As the Fed was meeting to consider cutting interest rates, it lost control of the very benchmark rate that it manages. It’s been a rough week in the overnight funding market, where interest rates temporarily spiked to as high as 10% for some transactions Monday and Tuesday. The market is considered the basic plumbing for financial markets, where banks who have a short-term need for cash come to fund themselves.
The odd spike in rates forced the Fed to jump in with money market operations aimed at reining them in, and after the second operation Wednesday morning, it seemed to have calmed the market. The Fed announced a third operation for Thursday morning. In a rare move, the Fed’s own benchmark fed funds target rate rose to 2.3% on Tuesday, above the target range set when it cut rates at its last meeting in July. The target range was since cut by a quarter point Wednesday to 1.75% to 2% from 2 to 2.25%.
Fed Chairman Jerome Powell, in addressing the run up in short-term funding rates, said the Fed had been expecting extra demand because of Treasury settlements and a need for cash by corporations who were paying taxes. But he said it was surprised by the volatile market. The Fed on Tuesday accepted $75 billion of $80.5 billion in bids submitted in its overnight repo operation, after accepting $53 billion on Monday. The repo rate was quoted at 2.25% to 2.60% after Tuesday’s operation from a range that was up to above it at 3%, just before it. That rate on Tuesday temporarily hit a high of 9%.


— Task —
Every entry should come back exactly as written, minus the pictures.
Start of Input data
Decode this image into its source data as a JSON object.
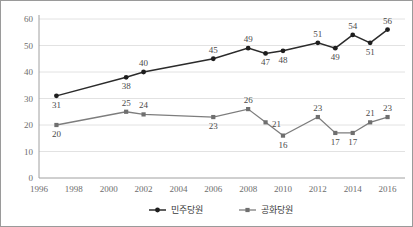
{
  "chart_data": {
    "type": "line",
    "title": "",
    "xlabel": "",
    "ylabel": "",
    "xlim": [
      1996,
      2017
    ],
    "ylim": [
      0,
      60
    ],
    "ytick_labels": [
      "0",
      "10",
      "20",
      "30",
      "40",
      "50",
      "60"
    ],
    "yticks": [
      0,
      10,
      20,
      30,
      40,
      50,
      60
    ],
    "xtick_labels": [
      "1996",
      "1998",
      "2000",
      "2002",
      "2004",
      "2006",
      "2008",
      "2010",
      "2012",
      "2014",
      "2016"
    ],
    "xticks": [
      1996,
      1998,
      2000,
      2002,
      2004,
      2006,
      2008,
      2010,
      2012,
      2014,
      2016
    ],
    "grid": true,
    "legend_position": "bottom",
    "x": [
      1997,
      2001,
      2002,
      2006,
      2008,
      2009,
      2010,
      2012,
      2013,
      2014,
      2015,
      2016
    ],
    "series": [
      {
        "name": "민주당원",
        "color": "#2b2b2b",
        "marker": "circle",
        "values": [
          31,
          38,
          40,
          45,
          49,
          47,
          48,
          51,
          49,
          54,
          51,
          56
        ],
        "label_positions": [
          "below",
          "below",
          "above",
          "above",
          "above",
          "below",
          "below",
          "above",
          "below",
          "above",
          "below",
          "above"
        ]
      },
      {
        "name": "공화당원",
        "color": "#7d7d7d",
        "marker": "square",
        "values": [
          20,
          25,
          24,
          23,
          26,
          21,
          16,
          23,
          17,
          17,
          21,
          23
        ],
        "label_positions": [
          "below",
          "above",
          "above",
          "below",
          "above",
          "right",
          "below",
          "above",
          "below",
          "below",
          "above",
          "above"
        ]
      }
    ]
  },
  "legend": {
    "items": [
      {
        "label": "민주당원"
      },
      {
        "label": "공화당원"
      }
    ]
  }
}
End of Input data
— Answer for the task —
Decode this image into its source data as a JSON object.
{
  "chart_data": {
    "type": "line",
    "title": "",
    "xlabel": "",
    "ylabel": "",
    "xlim": [
      1996,
      2017
    ],
    "ylim": [
      0,
      60
    ],
    "ytick_labels": [
      "0",
      "10",
      "20",
      "30",
      "40",
      "50",
      "60"
    ],
    "yticks": [
      0,
      10,
      20,
      30,
      40,
      50,
      60
    ],
    "xtick_labels": [
      "1996",
      "1998",
      "2000",
      "2002",
      "2004",
      "2006",
      "2008",
      "2010",
      "2012",
      "2014",
      "2016"
    ],
    "xticks": [
      1996,
      1998,
      2000,
      2002,
      2004,
      2006,
      2008,
      2010,
      2012,
      2014,
      2016
    ],
    "grid": true,
    "legend_position": "bottom",
    "x": [
      1997,
      2001,
      2002,
      2006,
      2008,
      2009,
      2010,
      2012,
      2013,
      2014,
      2015,
      2016
    ],
    "series": [
      {
        "name": "민주당원",
        "color": "#2b2b2b",
        "marker": "circle",
        "values": [
          31,
          38,
          40,
          45,
          49,
          47,
          48,
          51,
          49,
          54,
          51,
          56
        ],
        "label_positions": [
          "below",
          "below",
          "above",
          "above",
          "above",
          "below",
          "below",
          "above",
          "below",
          "above",
          "below",
          "above"
        ]
      },
      {
        "name": "공화당원",
        "color": "#7d7d7d",
        "marker": "square",
        "values": [
          20,
          25,
          24,
          23,
          26,
          21,
          16,
          23,
          17,
          17,
          21,
          23
        ],
        "label_positions": [
          "below",
          "above",
          "above",
          "below",
          "above",
          "right",
          "below",
          "above",
          "below",
          "below",
          "above",
          "above"
        ]
      }
    ]
  },
  "legend": {
    "items": [
      {
        "label": "민주당원"
      },
      {
        "label": "공화당원"
      }
    ]
  }
}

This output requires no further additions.